I've been thinking... and talking to a few friends about creation vs. evolution. Here's what I think it comes down to. It is about what exactly the bible says - we could argue all day about whether there were conflicting accounts about which day Adam was created, which day Christ was crucified, etc. But I think we're missing the most important point. It's the theological implications that have me the most concerned. I don't mean to mock their opinion, and yet I do, because if you follow to the logical conclusion, evolution mocks Christ's death and ressurection. Here is my re-telling of the beginning.
In the beginning, God sparked life like a match. There were four components - there was no day or night, evening or morning, water or earth or sky. There was amoebic Adam, amoebic Eve, a very simply amoebic replica of an apple and an amoebic serpent. God told them you can multiply and do anything you want, but don't touch that single cell "apple" of the knowledge of good and evil. If you do, you will surely die. At some point, the serpent wriggled over to Eve and said, "Did God really say you can't do anything?" To which Eve replied, "Oh no, we must just stay away from the apple, or we will surely die." The serpent said, "You will not surely die! God knows that in one of the millionth years that you touch it, you will become like Him, knowing good and evil." And Eve looked on the single cell, and saw it was beautiful, that it was edible, that it would make her wise, and she ate of it, and she also gave some to her husband, and he ate of it. And their eyes developed and they saw that they were naked, and found that some single cell leaves had developed and covered themselves. Etc...
Now, before you quit reading in disgust, and possible offense, hear me out. The point isn't the amoeba's, the point is Adam and Eve. But it goes much deeper than that. My story writing is I would say poor to moderate, so I figured I'd go with what I already know, the Story the Word tells me. I'm sure someone could come up with a much more creative version. My issue is not with whether the Bible contradicts itself. My issue is with sin and death.
Sin had to be introduced at some point. "For the wages of sin is death, but the free gift of God is eternal life in Christ Jesus our Lord." Romans 6:23. Now, was the earth/universe started with death already present? Or was it introduced by Satan through temptation? If so, when exactly? When "man" as he would one day be known was half-way there? 1/4 of the way? 3/4? Or when he was finally fully man and the order of the world thus far reversed and the law of entropy was introduced? The wages of sin is death. We see this reiterated over and over again because the Israelites had specific times of the year when a man from each family had to go and confess the sins of the family, sacrifice an animal and make atonement with God. It was part of the law, because blood needed to be shed. But! If the world is millions of years old... then there was death present. If it was present before sin, then death really wasn't the punishment for sin, it just became the punishment afterwards. That's literally like if a judge in a courtroom sentences everyone to death, before they have been tried, "Just in case." You cheapen the punishment by delivering it before guilt has been proven. Now, we are all sinners in that courtroom, and God has every right to sentence each one of us to death.
So, are we all born innocent and are taught by our imperfect surroundings to sin? If you think of sin as a deep ocean - do we crawl in as innocent babes and before we know it, find ourselves floundering for our lives? Or are we born into it? If we crawled into it willingly then, don't we have some capability of finding our way out? How come only One man out of billions didn't? Don't we have some resource that could possibly keep us out? Or are we totally and utterly deprived, drowning in our own imperfections, until Christ offers His hand and pulls us out of the mire? You know what's incredible? We are so blind that even when He offers His hand, we think He's pushing our head under deeper. Even when He offers rescue, we are so hard-hearted, we refuse because we are sinful and we. think. we're. fine. Until He opens our eyes, shows us we're drowning, and only then do we realize we need Him.
Was the first amoeba Adam (I'm giving it the name Adam because there had to a first one somewhere, and it's a fitting name) a single cell with fully developed thoughts, emotions and mental capabilities? How do you argue that? Why would God only partly create something? Then you mock Christ being the second Adam, the sinless and perfect Adam who did it right. Because He obviously had advantages over the amoeba.
Lastly, was there only one cell that just kept on growing and growing and becoming many and nothing ever died? And entropy was introduced when Adam sinned? You can't account for all the layers of the earth then. You can't account for fossil fuels that are "millions" of years old. If it's young, though, now that's a different story.
God slowed down creation enough for it to be documented so we could read about it. God could have snapped His heavenly fingers and the entire world would have been. But He didn't. He spoke it out, in seven days, because He had an order He wanted to lay out. He has a plan. Genesis is about Christ, the atonement.
This is very interesting Alyssa. I look forward to reading more of your posts.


* WHAT THE TASK REQUIRES: Copying task for the records below: reproduce each one exactly and drop the pictures.

* STORED DATA:

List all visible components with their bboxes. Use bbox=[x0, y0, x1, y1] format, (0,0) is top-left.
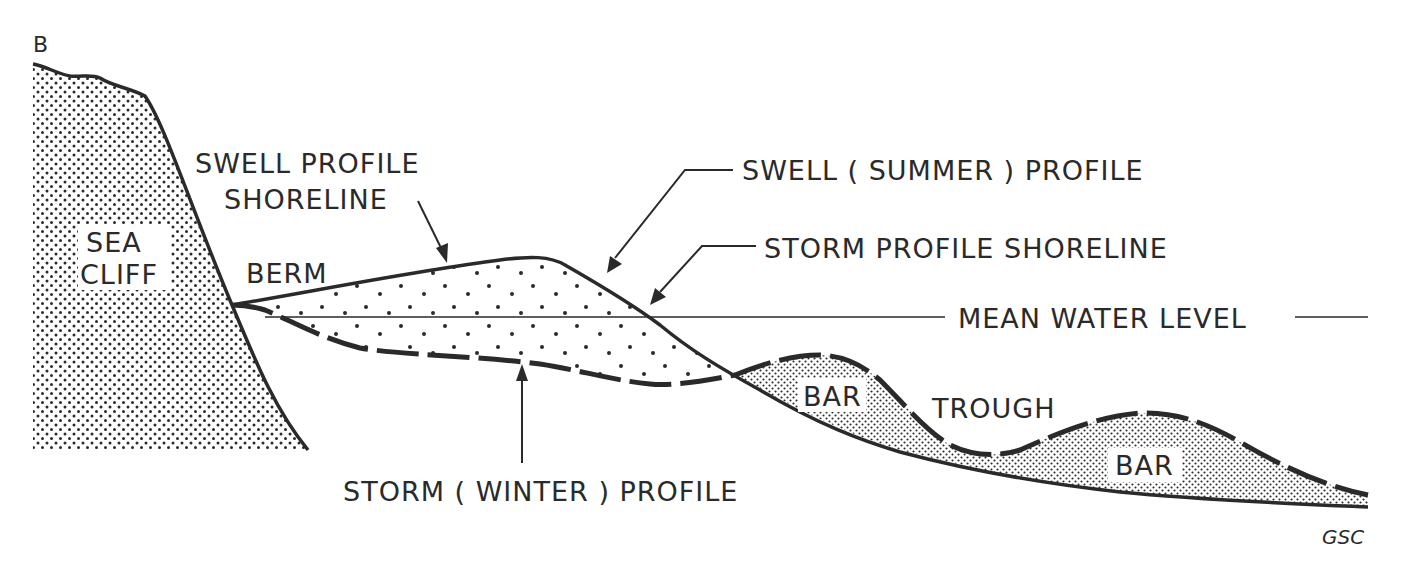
sea-cliff-fill bbox=[33, 64, 308, 450]
sea-cliff-label-line2: CLIFF bbox=[80, 259, 158, 290]
storm-shoreline-arrowhead-icon bbox=[650, 288, 666, 305]
trough-label: TROUGH bbox=[931, 393, 1056, 424]
sea-cliff-label-line1: SEA bbox=[86, 227, 142, 258]
swell-summer-profile-label: SWELL ( SUMMER ) PROFILE bbox=[742, 155, 1144, 186]
swell-shoreline-arrowhead-icon bbox=[436, 243, 448, 263]
swell-profile-shoreline-label-line2: SHORELINE bbox=[224, 184, 388, 215]
berm-label: BERM bbox=[246, 258, 328, 289]
swell-summer-arrow-shaft bbox=[615, 170, 733, 258]
bar-1-label: BAR bbox=[803, 381, 862, 412]
storm-winter-profile-label: STORM ( WINTER ) PROFILE bbox=[343, 476, 738, 507]
storm-winter-arrowhead-icon bbox=[516, 364, 528, 381]
swell-summer-arrowhead-icon bbox=[607, 256, 622, 273]
credit-label: GSC bbox=[1322, 525, 1364, 549]
beach-profile-diagram: B SEA CLIFF BERM SWELL PROFILE SHORELINE… bbox=[0, 0, 1405, 568]
mean-water-level-label: MEAN WATER LEVEL bbox=[958, 303, 1247, 334]
storm-shoreline-arrow-shaft bbox=[660, 246, 756, 292]
bar-2-label: BAR bbox=[1115, 450, 1174, 481]
storm-profile-shoreline-label: STORM PROFILE SHORELINE bbox=[764, 233, 1168, 264]
section-marker-label: B bbox=[33, 32, 48, 57]
swell-shoreline-arrow-shaft bbox=[418, 201, 443, 252]
swell-profile-shoreline-label-line1: SWELL PROFILE bbox=[195, 148, 419, 179]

* TASK OUTPUT:
List all visible components with their bboxes. Use bbox=[x0, y0, x1, y1] format, (0,0) is top-left.
sea-cliff-fill bbox=[33, 64, 308, 450]
sea-cliff-label-line2: CLIFF bbox=[80, 259, 158, 290]
storm-shoreline-arrowhead-icon bbox=[650, 288, 666, 305]
trough-label: TROUGH bbox=[931, 393, 1056, 424]
sea-cliff-label-line1: SEA bbox=[86, 227, 142, 258]
swell-summer-profile-label: SWELL ( SUMMER ) PROFILE bbox=[742, 155, 1144, 186]
swell-shoreline-arrowhead-icon bbox=[436, 243, 448, 263]
swell-profile-shoreline-label-line2: SHORELINE bbox=[224, 184, 388, 215]
berm-label: BERM bbox=[246, 258, 328, 289]
swell-summer-arrow-shaft bbox=[615, 170, 733, 258]
bar-1-label: BAR bbox=[803, 381, 862, 412]
storm-winter-profile-label: STORM ( WINTER ) PROFILE bbox=[343, 476, 738, 507]
storm-winter-arrowhead-icon bbox=[516, 364, 528, 381]
swell-summer-arrowhead-icon bbox=[607, 256, 622, 273]
credit-label: GSC bbox=[1322, 525, 1364, 549]
beach-profile-diagram: B SEA CLIFF BERM SWELL PROFILE SHORELINE… bbox=[0, 0, 1405, 568]
mean-water-level-label: MEAN WATER LEVEL bbox=[958, 303, 1247, 334]
storm-shoreline-arrow-shaft bbox=[660, 246, 756, 292]
bar-2-label: BAR bbox=[1115, 450, 1174, 481]
storm-profile-shoreline-label: STORM PROFILE SHORELINE bbox=[764, 233, 1168, 264]
section-marker-label: B bbox=[33, 32, 48, 57]
swell-shoreline-arrow-shaft bbox=[418, 201, 443, 252]
swell-profile-shoreline-label-line1: SWELL PROFILE bbox=[195, 148, 419, 179]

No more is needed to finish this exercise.